Productivity tips

Want to Get Better at Your Job? Build in Time to Reflect

In 2016, researchers from three universities – including Harvard Business School – conducted an experiment with call center employees. For the experiment, call center employees were separated into two groups: a control group and another that was encouraged to spend 15 minutes at the end of each day reflecting about how their day went.

After just 10 days, the call center employees who set aside time for reflection each day were outperforming the control group by 23 percent. 

Also in 2016, Harvard Business School conducted another similar experiment. In it, they took a group of professionals and encouraged them to reflect each day during their commutes home from work, and compared that to a control group. The researchers found employees who used their commute time to reflect weren’t just more productive at their jobs and less prone to burn out, but also happier with their lives overall.

The point? Building in reflection time is not only good for your mental health, it’s critical for improvement.

“More often than not, we try to forget and move on,” LinkedIn Learning Instructor Tatiana Kolovou said in her course, Building Resilience. “We rarely make ourselves go back and carefully reflect. But, in fact, reflection is among the most valuable and most under-used processes of learning.”

Reflection is already a habit of many successful people

This idea of building reflection into your day is something many highly successful people do already. Here are three examples:

  • Benjamin Franklin might very well have been the godfather of this practice. The Founding Father dedicated time each evening to “examining the day,” and all he did was introduce the idea of electricity to the world, become the most famous newspaper columnist of his day and helped lead a revolution that would forever change the world.
  • LinkedIn CEO Jeff Weiner schedules at least 90 minutes of reflection time each day. Why? “As an organization scales, the role of its leadership needs to evolve and scale along with it,” he wrote. “I've seen this evolution take place along at least two continuum: from problem solving to coaching and from tactical execution to thinking strategically. What both of these transitions require is time, and lots of it. Endlessly scheduling meeting on top of meeting and your time to get these things right evaporates.”
  • Jack Dorsey, who astonishingly serves as CEO of two companies – Twitter and Square – dedicates each Sunday to “reflection, feedback and strategy.” And he does so for much the same reasons as Weiner, as he believes that reflection time is critical to ensuring both of his organizations and the people within them are headed down the right track.

The bigger point is this: without reflection, your life will always be focused on action. While that’s great, often you need to reflect on if those actions are the right actions and if you could be doing those actions more effectively.

But, if you never stop to reflect, you’ll never give yourself that opportunity. Not only does this risk burnout, but it also curbs both your performance and your ability to be strategic.

Okay, so how do I reflect?

It’s great to want to reflect. But there are two parts to making it a reality.

The first is scheduling time to reflect. Because if you don’t block out chunks of your day for it, it won’t happen.

“Make sure you make that time for yourself – everyday and in a systematic way – and don't leave unscheduled moments to chance,” Weiner wrote. “The buffer is the best investment you can make in yourself and the single most important productivity tool I use.”

Second, there’s the actual process of reflection. This varies widely from person-to-person. For example, introverts tend to prefer to reflect alone, whereas extroverts prefer to talk things through with other people.

The bottom line is you need to find out what works for you and make the commitment to do it. Because, as Harvard researchers uncovered and what Benjamin Franklin already knew, scheduling time for reflection can lead to drastically increased performance – and a happier life.

Eager to advance your career? LinkedIn Learning has thousands of courses on everything from leadership to InDesign to data science, so you and your team can gain the skills needed to succeed.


**YOUR OBJECTIVE:** All lines in the data that hold the word "side" need copying.

..............................

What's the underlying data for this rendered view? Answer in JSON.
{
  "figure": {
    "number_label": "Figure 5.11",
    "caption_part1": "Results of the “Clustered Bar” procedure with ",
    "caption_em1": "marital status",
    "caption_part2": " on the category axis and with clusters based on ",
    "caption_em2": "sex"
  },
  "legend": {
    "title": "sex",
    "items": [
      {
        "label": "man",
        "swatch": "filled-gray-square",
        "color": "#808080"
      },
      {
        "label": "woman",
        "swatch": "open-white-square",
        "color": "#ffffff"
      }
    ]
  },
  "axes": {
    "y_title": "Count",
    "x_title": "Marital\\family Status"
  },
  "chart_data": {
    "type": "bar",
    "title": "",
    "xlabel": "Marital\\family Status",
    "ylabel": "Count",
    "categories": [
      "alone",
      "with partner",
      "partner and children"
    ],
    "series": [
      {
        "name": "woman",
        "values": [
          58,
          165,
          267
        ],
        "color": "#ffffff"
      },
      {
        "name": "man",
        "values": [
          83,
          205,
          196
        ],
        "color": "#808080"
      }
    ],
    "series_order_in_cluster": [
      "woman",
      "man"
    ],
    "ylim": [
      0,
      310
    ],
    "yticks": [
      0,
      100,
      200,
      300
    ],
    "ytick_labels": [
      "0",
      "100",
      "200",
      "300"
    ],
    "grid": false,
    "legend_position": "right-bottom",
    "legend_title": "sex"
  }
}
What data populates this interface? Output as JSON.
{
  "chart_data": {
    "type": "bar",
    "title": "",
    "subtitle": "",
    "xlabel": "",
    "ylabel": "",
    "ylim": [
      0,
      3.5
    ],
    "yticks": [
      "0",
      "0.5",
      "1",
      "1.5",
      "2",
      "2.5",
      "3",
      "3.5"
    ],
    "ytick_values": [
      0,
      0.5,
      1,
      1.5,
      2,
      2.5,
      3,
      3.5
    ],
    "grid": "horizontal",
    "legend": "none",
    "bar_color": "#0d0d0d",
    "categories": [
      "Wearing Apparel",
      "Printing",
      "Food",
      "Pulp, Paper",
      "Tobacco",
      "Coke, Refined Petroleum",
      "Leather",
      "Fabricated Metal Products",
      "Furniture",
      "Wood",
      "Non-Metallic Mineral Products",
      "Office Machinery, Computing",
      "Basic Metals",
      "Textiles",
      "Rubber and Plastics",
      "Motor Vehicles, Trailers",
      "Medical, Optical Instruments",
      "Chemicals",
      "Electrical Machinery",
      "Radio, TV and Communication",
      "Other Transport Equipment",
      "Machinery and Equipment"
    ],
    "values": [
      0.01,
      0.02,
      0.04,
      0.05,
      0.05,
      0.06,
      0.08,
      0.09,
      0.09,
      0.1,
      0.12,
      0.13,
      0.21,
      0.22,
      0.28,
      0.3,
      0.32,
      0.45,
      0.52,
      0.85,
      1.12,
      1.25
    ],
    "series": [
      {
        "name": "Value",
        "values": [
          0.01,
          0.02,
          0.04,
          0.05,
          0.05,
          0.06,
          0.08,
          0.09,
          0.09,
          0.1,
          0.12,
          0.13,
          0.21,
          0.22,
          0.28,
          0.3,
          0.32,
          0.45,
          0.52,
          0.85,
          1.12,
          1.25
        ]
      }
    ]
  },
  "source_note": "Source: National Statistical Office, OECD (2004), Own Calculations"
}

..............................

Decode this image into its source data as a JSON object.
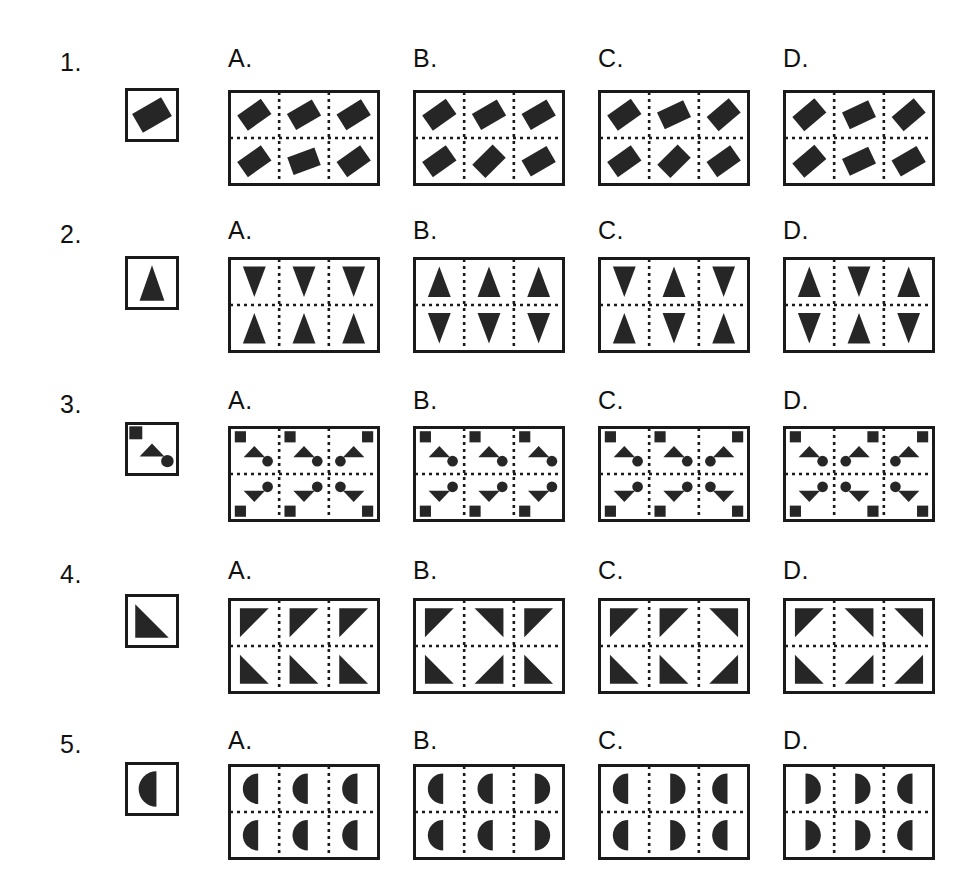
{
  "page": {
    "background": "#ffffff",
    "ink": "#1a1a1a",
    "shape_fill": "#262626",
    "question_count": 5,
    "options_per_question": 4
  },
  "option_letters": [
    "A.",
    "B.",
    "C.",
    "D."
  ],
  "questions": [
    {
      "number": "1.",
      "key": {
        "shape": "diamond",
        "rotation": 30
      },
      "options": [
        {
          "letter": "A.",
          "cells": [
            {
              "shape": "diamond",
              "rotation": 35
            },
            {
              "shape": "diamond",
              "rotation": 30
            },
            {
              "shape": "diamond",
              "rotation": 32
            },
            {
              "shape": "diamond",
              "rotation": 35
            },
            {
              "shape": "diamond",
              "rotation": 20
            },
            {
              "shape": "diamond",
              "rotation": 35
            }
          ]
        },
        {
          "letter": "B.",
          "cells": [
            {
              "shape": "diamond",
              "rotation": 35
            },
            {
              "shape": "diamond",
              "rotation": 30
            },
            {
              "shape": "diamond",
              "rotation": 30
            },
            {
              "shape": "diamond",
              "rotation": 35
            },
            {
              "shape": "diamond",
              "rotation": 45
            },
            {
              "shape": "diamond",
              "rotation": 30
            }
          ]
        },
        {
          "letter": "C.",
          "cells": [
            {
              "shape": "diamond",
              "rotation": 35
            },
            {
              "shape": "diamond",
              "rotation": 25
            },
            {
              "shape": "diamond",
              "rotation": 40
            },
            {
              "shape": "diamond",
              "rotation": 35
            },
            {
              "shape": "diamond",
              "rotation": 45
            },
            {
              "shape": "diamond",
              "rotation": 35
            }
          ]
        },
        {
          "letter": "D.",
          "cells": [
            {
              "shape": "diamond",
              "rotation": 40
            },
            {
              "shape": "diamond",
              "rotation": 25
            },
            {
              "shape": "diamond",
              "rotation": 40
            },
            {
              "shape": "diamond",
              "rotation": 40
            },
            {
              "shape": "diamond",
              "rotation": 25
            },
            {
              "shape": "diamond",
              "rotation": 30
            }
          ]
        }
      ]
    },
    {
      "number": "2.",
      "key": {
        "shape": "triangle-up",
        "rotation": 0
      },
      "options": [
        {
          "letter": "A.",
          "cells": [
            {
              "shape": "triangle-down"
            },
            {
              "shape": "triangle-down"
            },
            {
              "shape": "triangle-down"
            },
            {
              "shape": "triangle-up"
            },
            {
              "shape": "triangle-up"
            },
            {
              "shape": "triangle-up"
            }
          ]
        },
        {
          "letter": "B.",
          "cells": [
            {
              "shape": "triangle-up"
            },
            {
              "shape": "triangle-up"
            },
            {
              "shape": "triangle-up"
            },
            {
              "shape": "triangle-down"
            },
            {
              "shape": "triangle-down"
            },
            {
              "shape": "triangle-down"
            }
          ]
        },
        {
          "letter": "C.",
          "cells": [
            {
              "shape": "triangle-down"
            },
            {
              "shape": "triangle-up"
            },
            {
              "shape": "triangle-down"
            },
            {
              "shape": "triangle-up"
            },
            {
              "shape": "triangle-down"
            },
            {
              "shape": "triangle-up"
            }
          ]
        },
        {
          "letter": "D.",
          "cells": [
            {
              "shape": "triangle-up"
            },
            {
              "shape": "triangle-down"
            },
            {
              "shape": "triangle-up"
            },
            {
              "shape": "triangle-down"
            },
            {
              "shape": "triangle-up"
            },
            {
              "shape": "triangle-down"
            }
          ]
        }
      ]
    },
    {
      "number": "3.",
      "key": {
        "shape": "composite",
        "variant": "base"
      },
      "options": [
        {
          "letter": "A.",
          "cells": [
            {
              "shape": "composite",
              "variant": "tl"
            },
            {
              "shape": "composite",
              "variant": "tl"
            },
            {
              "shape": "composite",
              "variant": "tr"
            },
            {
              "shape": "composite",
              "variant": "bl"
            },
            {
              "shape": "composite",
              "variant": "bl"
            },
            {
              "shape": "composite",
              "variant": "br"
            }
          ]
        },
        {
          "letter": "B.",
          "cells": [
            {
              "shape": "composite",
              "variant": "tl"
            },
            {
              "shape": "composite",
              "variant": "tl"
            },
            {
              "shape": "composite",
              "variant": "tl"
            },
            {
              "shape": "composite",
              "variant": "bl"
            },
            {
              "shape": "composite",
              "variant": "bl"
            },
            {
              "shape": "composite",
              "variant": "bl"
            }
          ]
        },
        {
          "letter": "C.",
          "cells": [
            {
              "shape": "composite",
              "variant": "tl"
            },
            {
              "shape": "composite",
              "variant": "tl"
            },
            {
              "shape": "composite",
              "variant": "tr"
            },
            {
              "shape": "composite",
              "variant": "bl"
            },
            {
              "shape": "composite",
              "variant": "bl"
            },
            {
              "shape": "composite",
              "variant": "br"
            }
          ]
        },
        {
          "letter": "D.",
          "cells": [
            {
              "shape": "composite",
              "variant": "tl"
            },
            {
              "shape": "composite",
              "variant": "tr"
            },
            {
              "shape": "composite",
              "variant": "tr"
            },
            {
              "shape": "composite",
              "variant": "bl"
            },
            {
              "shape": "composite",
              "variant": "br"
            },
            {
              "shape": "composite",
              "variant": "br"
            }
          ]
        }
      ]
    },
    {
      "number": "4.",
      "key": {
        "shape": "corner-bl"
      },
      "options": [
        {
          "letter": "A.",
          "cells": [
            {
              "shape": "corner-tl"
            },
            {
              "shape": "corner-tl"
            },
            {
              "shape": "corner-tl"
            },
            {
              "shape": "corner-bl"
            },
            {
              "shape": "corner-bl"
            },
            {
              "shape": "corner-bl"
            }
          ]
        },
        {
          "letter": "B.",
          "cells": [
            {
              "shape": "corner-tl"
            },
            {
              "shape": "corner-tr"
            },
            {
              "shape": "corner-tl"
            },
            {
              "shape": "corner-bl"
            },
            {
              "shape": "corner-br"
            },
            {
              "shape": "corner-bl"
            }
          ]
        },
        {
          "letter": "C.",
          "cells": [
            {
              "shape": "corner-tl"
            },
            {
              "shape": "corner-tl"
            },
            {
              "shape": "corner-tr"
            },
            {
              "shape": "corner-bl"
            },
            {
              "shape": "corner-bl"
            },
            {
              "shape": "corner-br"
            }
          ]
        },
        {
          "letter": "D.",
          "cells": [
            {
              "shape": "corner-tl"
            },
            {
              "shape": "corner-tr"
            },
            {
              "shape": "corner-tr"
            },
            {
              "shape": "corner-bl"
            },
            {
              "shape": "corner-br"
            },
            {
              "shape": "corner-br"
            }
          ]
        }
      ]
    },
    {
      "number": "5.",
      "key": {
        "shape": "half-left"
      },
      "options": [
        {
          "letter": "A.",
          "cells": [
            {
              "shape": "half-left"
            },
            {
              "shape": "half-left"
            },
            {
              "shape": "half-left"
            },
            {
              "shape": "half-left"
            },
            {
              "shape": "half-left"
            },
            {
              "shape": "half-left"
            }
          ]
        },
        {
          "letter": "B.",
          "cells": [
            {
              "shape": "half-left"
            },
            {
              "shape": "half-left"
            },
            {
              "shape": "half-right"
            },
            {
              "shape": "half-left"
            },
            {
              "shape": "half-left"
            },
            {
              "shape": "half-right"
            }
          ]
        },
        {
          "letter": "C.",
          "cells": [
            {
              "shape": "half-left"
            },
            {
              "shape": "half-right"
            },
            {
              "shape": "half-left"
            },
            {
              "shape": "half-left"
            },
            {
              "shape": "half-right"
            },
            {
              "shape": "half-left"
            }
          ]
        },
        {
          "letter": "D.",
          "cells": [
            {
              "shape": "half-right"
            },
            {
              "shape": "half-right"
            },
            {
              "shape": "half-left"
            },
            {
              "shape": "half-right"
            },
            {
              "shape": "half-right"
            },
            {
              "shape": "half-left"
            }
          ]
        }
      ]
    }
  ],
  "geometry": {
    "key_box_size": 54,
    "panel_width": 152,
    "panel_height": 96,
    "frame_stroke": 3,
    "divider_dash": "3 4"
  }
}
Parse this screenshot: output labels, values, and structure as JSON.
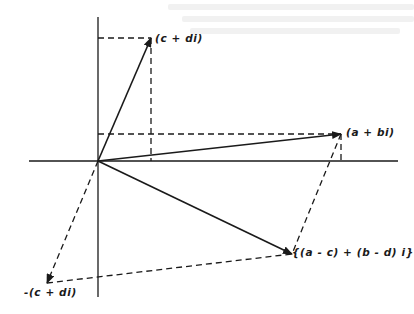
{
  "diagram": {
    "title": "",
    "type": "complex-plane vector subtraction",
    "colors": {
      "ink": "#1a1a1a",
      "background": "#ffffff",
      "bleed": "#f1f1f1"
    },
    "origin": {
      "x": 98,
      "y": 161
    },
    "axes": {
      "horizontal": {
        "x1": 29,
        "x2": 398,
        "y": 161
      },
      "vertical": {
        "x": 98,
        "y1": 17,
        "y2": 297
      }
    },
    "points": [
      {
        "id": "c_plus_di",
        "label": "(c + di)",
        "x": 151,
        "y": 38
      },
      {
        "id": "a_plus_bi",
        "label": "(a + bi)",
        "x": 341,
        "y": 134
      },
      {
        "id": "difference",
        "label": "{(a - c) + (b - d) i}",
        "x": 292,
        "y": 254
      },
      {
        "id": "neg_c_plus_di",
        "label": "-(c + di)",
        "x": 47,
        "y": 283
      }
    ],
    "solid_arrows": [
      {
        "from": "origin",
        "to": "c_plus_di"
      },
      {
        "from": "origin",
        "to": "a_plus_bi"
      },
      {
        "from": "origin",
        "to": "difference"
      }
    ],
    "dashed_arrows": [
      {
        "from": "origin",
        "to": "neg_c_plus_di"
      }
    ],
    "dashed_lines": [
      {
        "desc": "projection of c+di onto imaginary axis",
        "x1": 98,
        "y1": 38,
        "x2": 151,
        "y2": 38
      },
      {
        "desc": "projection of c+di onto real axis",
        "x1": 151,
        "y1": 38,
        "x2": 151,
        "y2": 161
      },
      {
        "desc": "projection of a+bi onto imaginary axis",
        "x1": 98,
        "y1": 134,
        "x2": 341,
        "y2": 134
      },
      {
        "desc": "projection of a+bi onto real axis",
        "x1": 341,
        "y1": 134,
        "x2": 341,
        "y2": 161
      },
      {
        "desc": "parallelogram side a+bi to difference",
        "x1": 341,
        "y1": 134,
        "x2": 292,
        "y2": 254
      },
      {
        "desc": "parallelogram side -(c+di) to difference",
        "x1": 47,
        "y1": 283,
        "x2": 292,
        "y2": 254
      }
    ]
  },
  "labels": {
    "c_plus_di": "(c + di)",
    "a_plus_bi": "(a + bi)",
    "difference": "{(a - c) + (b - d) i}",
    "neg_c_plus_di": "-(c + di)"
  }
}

..............................

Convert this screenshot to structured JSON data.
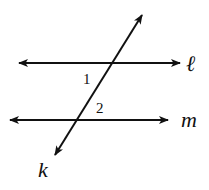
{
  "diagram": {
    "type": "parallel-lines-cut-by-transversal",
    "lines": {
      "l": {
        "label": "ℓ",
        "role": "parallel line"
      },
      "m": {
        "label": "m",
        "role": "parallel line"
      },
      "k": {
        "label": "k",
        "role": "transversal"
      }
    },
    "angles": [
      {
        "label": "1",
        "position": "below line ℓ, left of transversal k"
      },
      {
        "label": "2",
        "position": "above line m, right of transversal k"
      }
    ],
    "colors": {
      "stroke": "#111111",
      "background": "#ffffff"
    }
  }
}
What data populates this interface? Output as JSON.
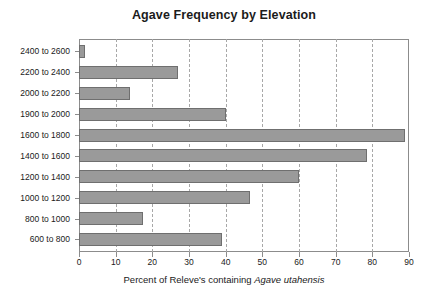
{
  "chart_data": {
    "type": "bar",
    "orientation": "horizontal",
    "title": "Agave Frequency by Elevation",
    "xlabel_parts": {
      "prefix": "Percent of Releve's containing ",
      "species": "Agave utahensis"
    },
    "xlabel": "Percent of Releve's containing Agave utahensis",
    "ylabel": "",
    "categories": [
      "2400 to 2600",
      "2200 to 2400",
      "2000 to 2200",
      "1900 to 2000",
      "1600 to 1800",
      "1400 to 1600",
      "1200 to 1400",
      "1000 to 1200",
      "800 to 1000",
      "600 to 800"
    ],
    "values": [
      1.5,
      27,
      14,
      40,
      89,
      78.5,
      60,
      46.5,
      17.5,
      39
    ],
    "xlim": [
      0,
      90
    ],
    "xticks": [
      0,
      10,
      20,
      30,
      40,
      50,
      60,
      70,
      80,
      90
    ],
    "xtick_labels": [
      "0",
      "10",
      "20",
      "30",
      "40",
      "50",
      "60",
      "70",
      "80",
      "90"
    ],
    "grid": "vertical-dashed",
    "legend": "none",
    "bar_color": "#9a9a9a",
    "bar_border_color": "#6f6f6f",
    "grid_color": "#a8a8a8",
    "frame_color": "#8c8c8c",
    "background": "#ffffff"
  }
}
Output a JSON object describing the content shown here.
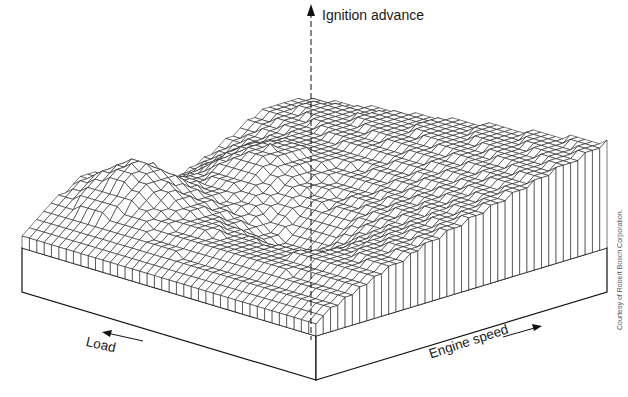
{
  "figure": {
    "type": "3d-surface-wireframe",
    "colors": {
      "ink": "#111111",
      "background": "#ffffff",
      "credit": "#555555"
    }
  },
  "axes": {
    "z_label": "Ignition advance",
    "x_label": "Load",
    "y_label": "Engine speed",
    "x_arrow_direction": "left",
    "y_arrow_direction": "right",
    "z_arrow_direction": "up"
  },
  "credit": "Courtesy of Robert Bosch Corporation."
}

..............................

**PROBLEM SOLUTION:**
        "desc": "parallelogram side a+bi to difference",
        "desc": "parallelogram side -(c+di) to difference",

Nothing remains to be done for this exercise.